We began our tour on Monday with Boston's Freedom Trail. Neal and I had completed this roughly 2 1/2 mile loop through historic Boston before, when we visited the city as official tourists back in October '03. The costumed man outside the visitor's center, who tried to coax us into paying $12 for the guided version, assured us we still look like tourists. Along the trail I noticed a number of things I seem to have missed the first time, like pretty much all of School Street. A Ruth's Chris steakhouse fills what used to be the original Latin High School, now near the Isabella Stewart Gardner Museum in the Fenway district. Near where you can now fill your belly with a juicy (and expensive) steak, I took a picture of this bronze statue of the Democratic Donkey:


We stopped for lunch at Faneuil Hall (named after the French-descended wealthy 18th century merchant, Peter Faneuil, the name is now pronounced like "Nathaniel" but without the "Na" and replacing the "th" sound with "f"...not according to French phonetics, which I tried during my first couple of visits...fanoy?). We considered the many marketplace options, but limited seating led us to be suckered in to the restaurant that claims to be a recreation of the "Cheer's" bar (the building that was actually filmed for the exterior shots in the sitcom is closer to where we started our walk in the Boston Commons area). And that's literally all it is. The restaurant is composed of a bunch of generic tables and chairs surrounding a square bar that does indeed resemble the bar in the show...and countless other establishments, I'm sure. On the wall is plenty o' Cheer's paraphernalia and memorabilia and stuff. It's worth one visit for the souvenir mug you can get for ten bucks, with beer, a bit less than what they're charging in the nearby gift store.

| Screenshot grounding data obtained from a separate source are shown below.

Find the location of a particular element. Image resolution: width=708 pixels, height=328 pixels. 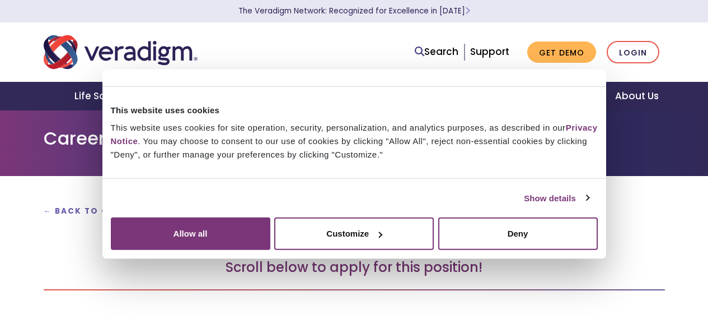

a: Support is located at coordinates (490, 52).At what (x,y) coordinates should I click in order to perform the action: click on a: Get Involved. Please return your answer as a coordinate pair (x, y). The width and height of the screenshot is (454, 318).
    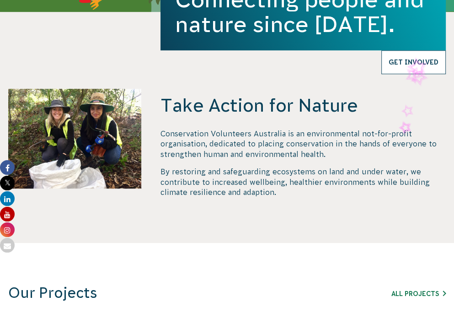
    Looking at the image, I should click on (413, 62).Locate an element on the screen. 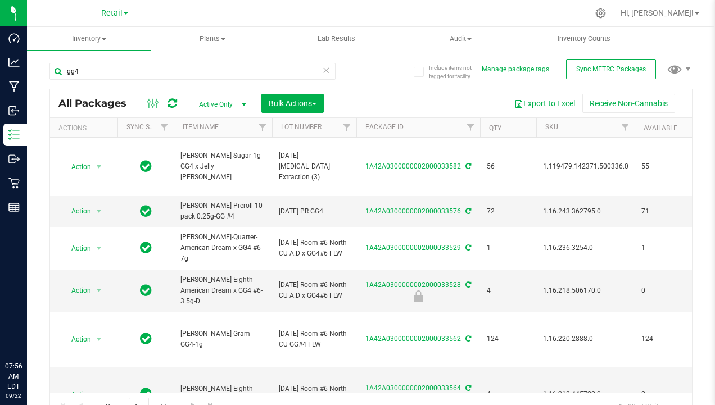 The height and width of the screenshot is (405, 715). a: Lab Results is located at coordinates (336, 39).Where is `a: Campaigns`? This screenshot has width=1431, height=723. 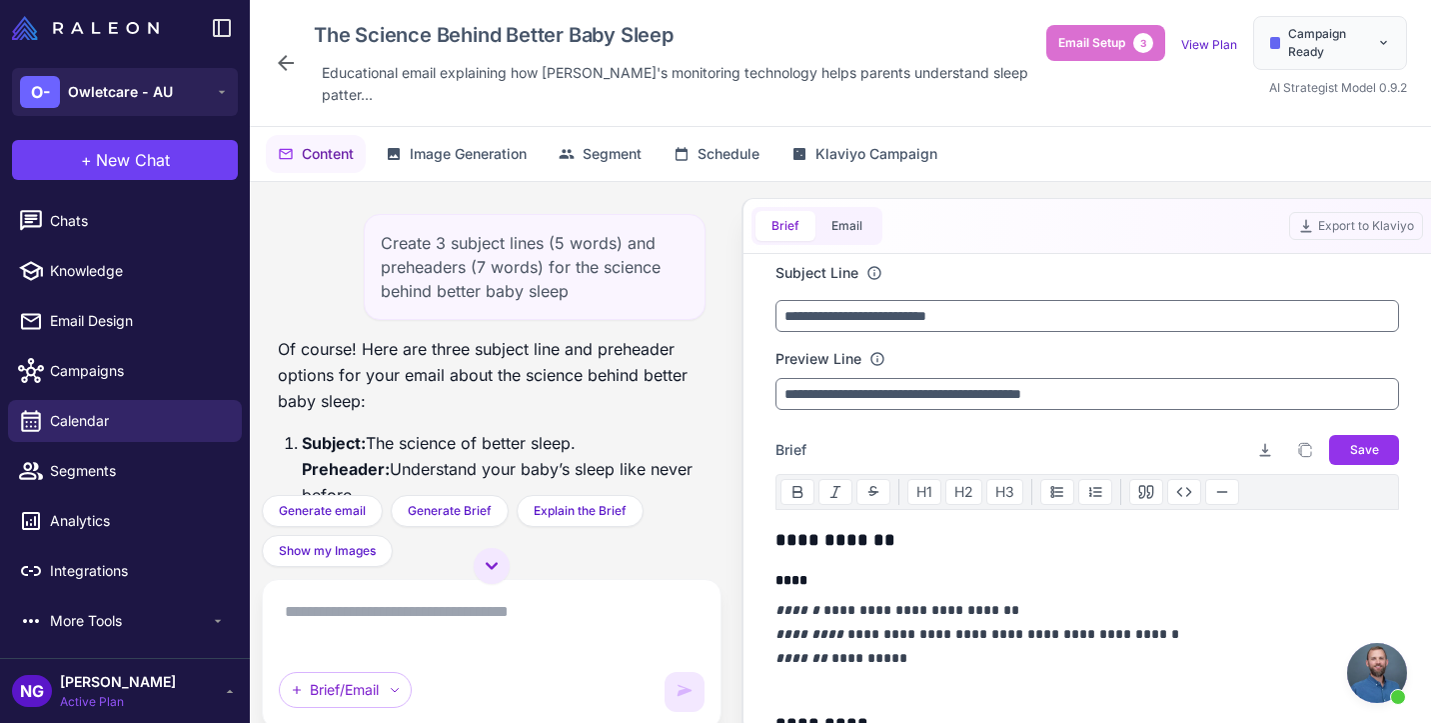 a: Campaigns is located at coordinates (125, 371).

I don't know how I missed the impressive and very moving holocaust memorial the first time around. This time we walked through the six towers representing different concentration camps, the glass walls etched with numbers for each of the six million victims. Eerily, steam rises through the glass towers from metal grates in the ground. I have to give Neal credit for this image.

We stopped at Mike's Pastry in the North End, satisfying my weeks-long craving for ice cream, and picked up a half-pound of various Italian cookies for later. The gelato was good but I wasn't terribly impressed with the cookies (or the service, for that matter, but I guess abrasive is what tourists have come to expect and masochistically enjoy here in Boston). I'd go back for the canoli, though. Nearby is this Modern Pastry storefront, which I thought looked out of place amidst the narrow brick buildings and window boxes full of pansies until I learned that the bakery dates back to the 1930s, long before this look became retro.

Near the Old North Church (or was it the New Old North Church? I get confused...) I became fixated on this squirrel, as if I'd never seen one before. I took several pictures of him in this tree behind the gift shop near the church. Likewise, in the Copp's Hill Burying Ground, I must have taken half-a-dozen shots of the pansies growing out of this old fountain, trying to get a glimpse of the waterfront in the background, visible just above the flowers. I think Neal may have actually taken this image, explaining the difference between zoom and just getting real close.


The USS Constitution was closed, something we missed the first time around as well. From the end of the Freedom Trail in Charlestown we took the ferry to the aquarium area (here's Neal on the boat), catching an IMAX presentation of "Wild Safari" before stuffing our bellies at nearby Legal Sea Foods. That night we watched "Proof" on DVD, industriously adding another title to my summer film series. I thought it was pretty good. There were some really odd and quite funny bits near the beginning - little exchanges between Gwyneth Paltrow's character and her sister after their father dies. My attention faded ever so slightly with the unfolding of the proof mystery itself. It's kinda like that other movie Paltrow was in ("Possession," I think it was called), about discovering those old love letters or whatever with Aaron Eckhart - ultimately, even though you know on some level that it's important stuff, to somebody at least, it's hard to really care much about the very specialized topic at the center of the plot. But, you know, Jake Gyllenhall's hot. Hotter, possibly, than Aaron Eckhart.

But I digress...check back later for Tuesday and beyond.